While at E3, during Microsoft’s Xbox conference, the company’s Executive President of Gaming, Phil Spencer, announced that the company is already working on its next gaming console, which is expected to be unveiled in 2019 and released in 2020. Little is known about the console (or rather, family of devices), although, Spencer recently gave some further insight into his vision of console gaming in the future.
During a discussion with Giant Bomb, Spencer talked about frame rates. There’s a bit of a difference between PC and console gaming. On console, a lot of games don’t make use of 60 fps as a minimum, as developers make use of increased performance capacity to be more ambitious with their games instead.
I think frame rate is an area where consoles can do more. Just in general. When you look at the balance between CPU and GPU in today’s consoles they’re a little bit out of whack relative to what’s on the PC side. So I think there’s work that we can do there.
In addition to frame rates, and something that alludes more towards Microsoft’s game streaming service it has been working on, Spencer discussed how he wants to see games load quicker, giving State of Decay as an example, saying that despite being notified it’s “Ready to Start”, he only gets to sit at a title screen:
I’m always wishing games would start quicker. We’re as guilty as anybody … one game I’m playing a ton of, State of Decay, it says ‘Ready to Start’ and I get to [sit at the title screen] and install the rest of the game.
Microsoft is already working on some of Spencer’s problems. For example, at E3 the company announced its AI-powered FastStart feature, that aims to use AI to load games quicker.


_WHAT TO WORK ON:_ Your answer must be the full set of records, repeated exactly.

---

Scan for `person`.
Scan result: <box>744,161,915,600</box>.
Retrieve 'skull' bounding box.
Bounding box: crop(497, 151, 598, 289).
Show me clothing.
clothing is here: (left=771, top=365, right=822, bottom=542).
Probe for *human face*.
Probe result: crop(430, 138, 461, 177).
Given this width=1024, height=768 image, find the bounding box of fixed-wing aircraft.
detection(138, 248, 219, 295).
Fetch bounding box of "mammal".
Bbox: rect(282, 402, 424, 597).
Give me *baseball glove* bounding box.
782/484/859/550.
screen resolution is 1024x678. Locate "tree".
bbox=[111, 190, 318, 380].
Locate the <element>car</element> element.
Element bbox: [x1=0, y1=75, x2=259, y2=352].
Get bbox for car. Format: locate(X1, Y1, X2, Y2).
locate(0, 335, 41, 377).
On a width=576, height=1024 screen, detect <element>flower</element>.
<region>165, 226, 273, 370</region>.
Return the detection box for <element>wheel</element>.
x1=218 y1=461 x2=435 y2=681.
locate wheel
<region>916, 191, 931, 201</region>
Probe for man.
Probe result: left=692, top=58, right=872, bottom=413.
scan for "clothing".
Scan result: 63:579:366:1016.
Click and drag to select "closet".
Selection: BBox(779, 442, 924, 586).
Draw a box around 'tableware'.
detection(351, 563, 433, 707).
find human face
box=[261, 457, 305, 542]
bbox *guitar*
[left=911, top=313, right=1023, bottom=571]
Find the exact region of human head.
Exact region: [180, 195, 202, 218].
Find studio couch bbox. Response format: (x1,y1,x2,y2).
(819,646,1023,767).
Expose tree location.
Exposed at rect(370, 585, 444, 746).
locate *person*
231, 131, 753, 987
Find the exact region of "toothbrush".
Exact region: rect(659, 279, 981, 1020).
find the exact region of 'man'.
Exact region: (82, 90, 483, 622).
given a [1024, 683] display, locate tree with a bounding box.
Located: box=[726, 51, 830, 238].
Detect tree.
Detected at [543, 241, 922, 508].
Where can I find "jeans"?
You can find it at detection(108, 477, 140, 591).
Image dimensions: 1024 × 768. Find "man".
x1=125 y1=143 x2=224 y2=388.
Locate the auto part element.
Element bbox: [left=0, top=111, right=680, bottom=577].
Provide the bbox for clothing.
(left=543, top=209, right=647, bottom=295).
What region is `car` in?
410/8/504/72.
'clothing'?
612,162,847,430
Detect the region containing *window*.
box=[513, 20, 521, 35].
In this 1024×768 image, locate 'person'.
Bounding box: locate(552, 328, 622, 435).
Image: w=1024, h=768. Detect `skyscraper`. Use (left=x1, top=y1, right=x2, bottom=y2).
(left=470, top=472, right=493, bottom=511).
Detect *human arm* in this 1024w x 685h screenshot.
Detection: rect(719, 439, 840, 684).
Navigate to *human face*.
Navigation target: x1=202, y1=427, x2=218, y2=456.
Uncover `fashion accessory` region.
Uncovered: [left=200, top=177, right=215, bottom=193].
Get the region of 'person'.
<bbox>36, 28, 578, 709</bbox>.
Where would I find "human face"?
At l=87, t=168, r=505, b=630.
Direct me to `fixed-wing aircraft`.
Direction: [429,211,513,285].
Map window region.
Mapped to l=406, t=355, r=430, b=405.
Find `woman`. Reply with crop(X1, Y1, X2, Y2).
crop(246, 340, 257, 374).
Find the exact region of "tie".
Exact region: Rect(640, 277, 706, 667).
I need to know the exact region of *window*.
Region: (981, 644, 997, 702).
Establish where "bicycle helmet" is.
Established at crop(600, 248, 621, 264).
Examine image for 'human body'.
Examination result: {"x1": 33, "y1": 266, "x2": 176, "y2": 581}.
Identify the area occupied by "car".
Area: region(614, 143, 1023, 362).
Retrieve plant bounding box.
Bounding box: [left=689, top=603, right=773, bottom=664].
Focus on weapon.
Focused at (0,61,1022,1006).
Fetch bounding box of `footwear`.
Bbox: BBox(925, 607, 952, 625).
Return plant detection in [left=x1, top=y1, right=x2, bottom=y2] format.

---

_FINAL ANSWER:_
Scan for `person`.
Scan result: <box>744,161,915,600</box>.
Retrieve 'skull' bounding box.
Bounding box: crop(497, 151, 598, 289).
Show me clothing.
clothing is here: (left=771, top=365, right=822, bottom=542).
Probe for *human face*.
Probe result: crop(430, 138, 461, 177).
Given this width=1024, height=768 image, find the bounding box of fixed-wing aircraft.
detection(138, 248, 219, 295).
Fetch bounding box of "mammal".
Bbox: rect(282, 402, 424, 597).
Give me *baseball glove* bounding box.
782/484/859/550.
screen resolution is 1024x678. Locate "tree".
bbox=[111, 190, 318, 380].
Locate the <element>car</element> element.
Element bbox: [x1=0, y1=75, x2=259, y2=352].
Get bbox for car. Format: locate(X1, Y1, X2, Y2).
locate(0, 335, 41, 377).
On a width=576, height=1024 screen, detect <element>flower</element>.
<region>165, 226, 273, 370</region>.
Return the detection box for <element>wheel</element>.
x1=218 y1=461 x2=435 y2=681.
locate wheel
<region>916, 191, 931, 201</region>
Probe for man.
Probe result: left=692, top=58, right=872, bottom=413.
scan for "clothing".
Scan result: 63:579:366:1016.
Click and drag to select "closet".
Selection: BBox(779, 442, 924, 586).
Draw a box around 'tableware'.
detection(351, 563, 433, 707).
find human face
box=[261, 457, 305, 542]
bbox *guitar*
[left=911, top=313, right=1023, bottom=571]
Find the exact region of human head.
Exact region: [180, 195, 202, 218].
Find studio couch bbox. Response format: (x1,y1,x2,y2).
(819,646,1023,767).
Expose tree location.
Exposed at rect(370, 585, 444, 746).
locate *person*
231, 131, 753, 987
Find the exact region of "toothbrush".
Exact region: rect(659, 279, 981, 1020).
find the exact region of 'man'.
Exact region: (82, 90, 483, 622).
given a [1024, 683] display, locate tree with a bounding box.
Located: box=[726, 51, 830, 238].
Detect tree.
Detected at [543, 241, 922, 508].
Where can I find "jeans"?
You can find it at detection(108, 477, 140, 591).
Image dimensions: 1024 × 768. Find "man".
x1=125 y1=143 x2=224 y2=388.
Locate the auto part element.
Element bbox: [left=0, top=111, right=680, bottom=577].
Provide the bbox for clothing.
(left=543, top=209, right=647, bottom=295).
What region is `car` in?
410/8/504/72.
'clothing'?
612,162,847,430
Detect the region containing *window*.
box=[513, 20, 521, 35].
In this 1024×768 image, locate 'person'.
Bounding box: locate(552, 328, 622, 435).
Image: w=1024, h=768. Detect `skyscraper`. Use (left=x1, top=y1, right=x2, bottom=y2).
(left=470, top=472, right=493, bottom=511).
Detect *human arm* in this 1024w x 685h screenshot.
Detection: rect(719, 439, 840, 684).
Navigate to *human face*.
Navigation target: x1=202, y1=427, x2=218, y2=456.
Uncover `fashion accessory` region.
Uncovered: [left=200, top=177, right=215, bottom=193].
Get the region of 'person'.
<bbox>36, 28, 578, 709</bbox>.
Where would I find "human face"?
At l=87, t=168, r=505, b=630.
Direct me to `fixed-wing aircraft`.
Direction: [429,211,513,285].
Map window region.
Mapped to l=406, t=355, r=430, b=405.
Find `woman`. Reply with crop(X1, Y1, X2, Y2).
crop(246, 340, 257, 374).
Find the exact region of "tie".
Exact region: Rect(640, 277, 706, 667).
I need to know the exact region of *window*.
Region: (981, 644, 997, 702).
Establish where "bicycle helmet" is.
Established at crop(600, 248, 621, 264).
Examine image for 'human body'.
Examination result: {"x1": 33, "y1": 266, "x2": 176, "y2": 581}.
Identify the area occupied by "car".
Area: region(614, 143, 1023, 362).
Retrieve plant bounding box.
Bounding box: [left=689, top=603, right=773, bottom=664].
Focus on weapon.
Focused at (0,61,1022,1006).
Fetch bounding box of `footwear`.
Bbox: BBox(925, 607, 952, 625).
Return plant detection in [left=x1, top=y1, right=x2, bottom=y2] format.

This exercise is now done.